Sotomayor Confronts DOJ's Noel Francisco About Switched-Up Position in Ohio Voter Case
"Seems quite unusual that your office would change its position so dramatically," Justice Sotomayor told Noel Francisco, the U.S. solicitor general, about the Justice Department's abandonment of earlier litigation positions.
January 10, 2018 at 03:05 PM
7 minute read
Justice Sonia Sotomayor. Credit: Jason Doiy/ ALM
During arguments Wednesday in a major Ohio voting challenge, Justice Sonia Sotomayor confronted U.S. Solicitor General Noel Francisco as to why his office broke with solicitors general of both political parties for 24 years who said using failure-to-vote as a trigger to purge voters from state rolls violated the National Voter Registration Act.
Even the Federal Election Commission, nearly a decade after the 1993 enactment of the federal voter registration act, “took the position the old solicitors general were taking,” Sotomayor said. “Everybody but you today come in and say the act before the clarification said something different. Seems quite unusual that your office would change its position so dramatically.”
Solicitor General Noel Francisco. Credit: Diego M. Radzinschi/ The National Law JournalFrancisco struggled initially to respond to Sotomayor's question, which marked the first instance a justice has questioned President Donald Trump's Justice Department about the abandonment of a predecessor's litigating position.
The U.S. Department of Justice has changed prior administration positions in two other major high court cases this term, one involving the constitutionality of union “fair share” fees, and the other concerning the availability of class actions in worker arbitration agreements under the National Labor Relations Act. The Francisco-led Solicitor General's Office opposes both.
The National Voter Registration Act and the Help America Vote Act prohibit using a person's failure to vote as a reason to remove a registered voter from a state's rolls. But the acts also authorize states, in an effort to keep their rolls current, to remove a voter who fails to respond to a notice seeking confirmation of the voter's address and fails to vote for four consecutive years. Ohio sends confirmation notices to registered voters who have not voted for two years.
In Wednesday's arguments, Ohio Solicitor General Eric Murphy and Francisco defended the state's use of failure to vote for two years as the trigger for sending confirmation notices. They argued that it is not the trigger but, rather, the failure to respond to the confirmation notice and to vote for four consecutive years that results in removal from the registration rolls.

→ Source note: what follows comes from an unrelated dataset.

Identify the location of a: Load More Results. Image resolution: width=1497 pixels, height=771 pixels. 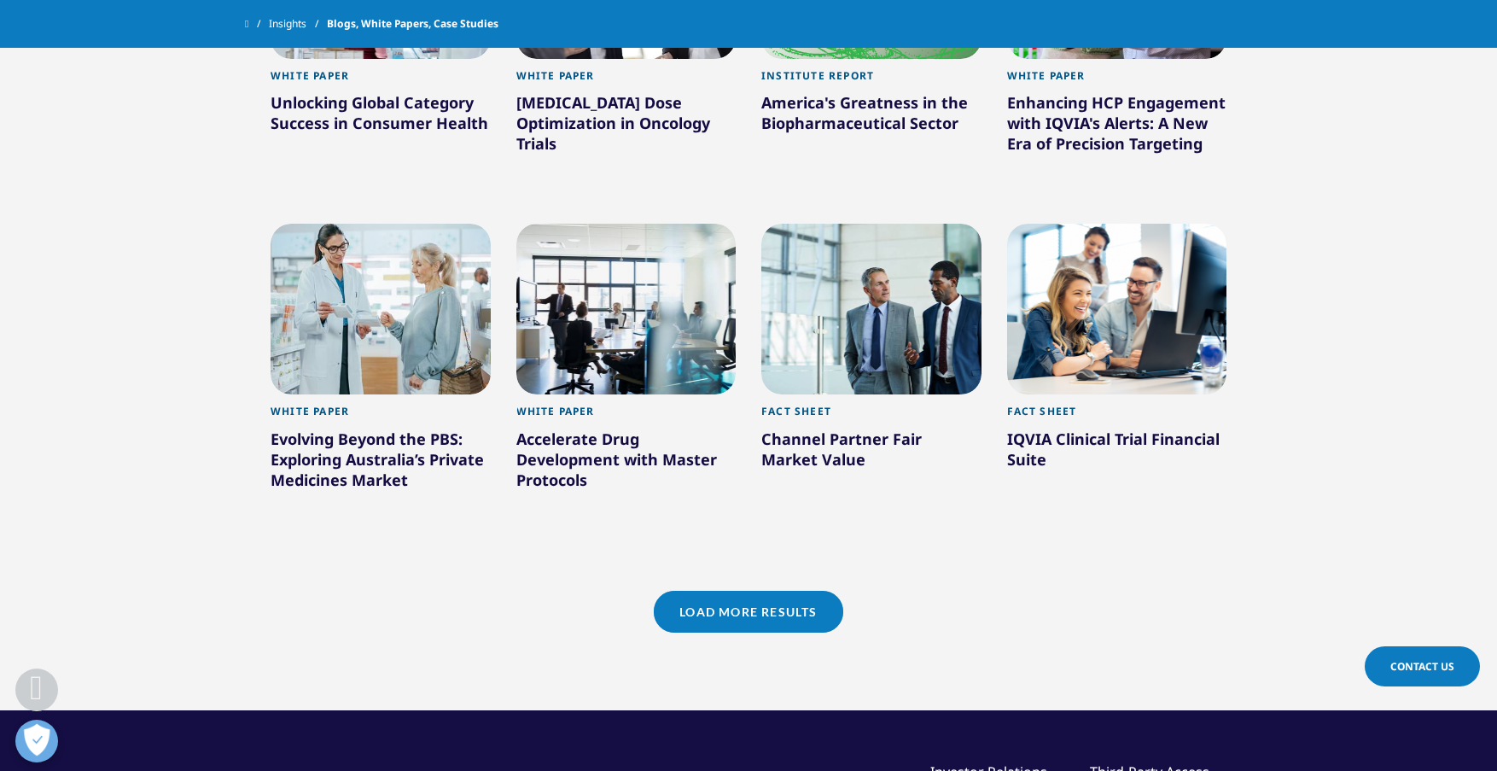
(747, 611).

Seventy percent of Ohioans who get those notices do not respond, countered the challenger's counsel, Paul Smith of Campaign Legal Center. With no evidence that the voter has moved from a district, Smith said, it is the failure to vote alone that removes the voter from the rolls, and that is prohibited by law.
The National Voter Registration Act was enacted in 1993 and was followed in 2002 by the Help America Vote Act—both intended to encourage voting and to make it more accessible.
“After that many presidents, that many solicitor generals, this many years—the vast majority of states, over 35, over 40, actually, who read it the way your opponents read it, most people read it that way—how did the solicitor general change its mind?” Sotomayor asked Francisco again. “Do you believe this doesn't have an impact, a negative impact on certain groups in this society?”
Francisco said that the Help America Vote Act clarified what was at the time an ongoing debate between the Department of Justice and the states. And he directed her away from legislative history to “public context.”
“Even the most die hard textualists look to the public context in which a law was enacted,” Francisco said. “I refer you to Justice [Antonin] Scalia's opinion in Branch v. Smith and Professor [John F.] Manning's article in 'What Divides Textualists From Purposivists?' And that public context makes clear that the only thing that was in need of clarification at the time the clarification amendment was passed was precisely this question: whether states like Ohio's could use a nonvoting trigger in conjunction with the [confirmation notice] process.
“And there's nothing in this statute that bars that,” Francisco argued. “I think it reflects the balance that Congress was trying to strike in the NVRA between, on the one hand, dramatically increasing the number of voters on the voter rolls but, on the other, giving states the flexibility they need to manage the issues that arise when you have overinflated voter rolls.”
Justice Ruth Bader Ginsburg, apparently not satisfied, also pressed Francisco. “Was it the position of the United States—I thought it was, but you correct me if I'm wrong—I thought that the United States was taking the position, consistently, that nonvoting was not a reliable indicator of residence change.”
Francisco replied that Ginsburg was “partly correct.” The Justice Department, he said, had understood the statute to include a “reliable evidence” requirement and nonvoting was not that kind of reliable evidence.
“Our current position is that when you look at the statute, there's simply no way to read into it a reliable evidence requirement that's found nowhere in the text and that Congress, in fact, rejected,” he said.
U.S. Solicitor General's Office at Main Justice. Credit: Mike Scarcella/ ALM
The Justice Department's switch in position spurred competing amicus briefs from former Justice Department leaders and Civil Rights Division officials.
Six former DOJ attorneys supporting Ohio argued that the lower appellate court's rejection of Ohio's arguments contradicted how the Justice Department had enforced the voter law historically. “In fact, during amici's tenures, the Justice Department negotiated settlement agreements that required localities to do exactly what the Sixth Circuit held was illegal here,” said the brief.
Seventeen former department officials, led by former President Barack Obama Attorney General Eric Holder Jr., said in a brief that Francisco “explicitly” stated the change in administration motivated the switch. The Trump DOJ's position, they said, rejected an interpretation the Justice Department had “repeatedly endorsed” since 1993.
“Unusually, the solicitor general's brief was not signed by a single career attorney in the Civil Rights Division, the component of the department that is responsible for enforcing the NVRA provisions at issue here,” Samuel Bagenstos wrote in the amicus brief for Holder and the other former officials.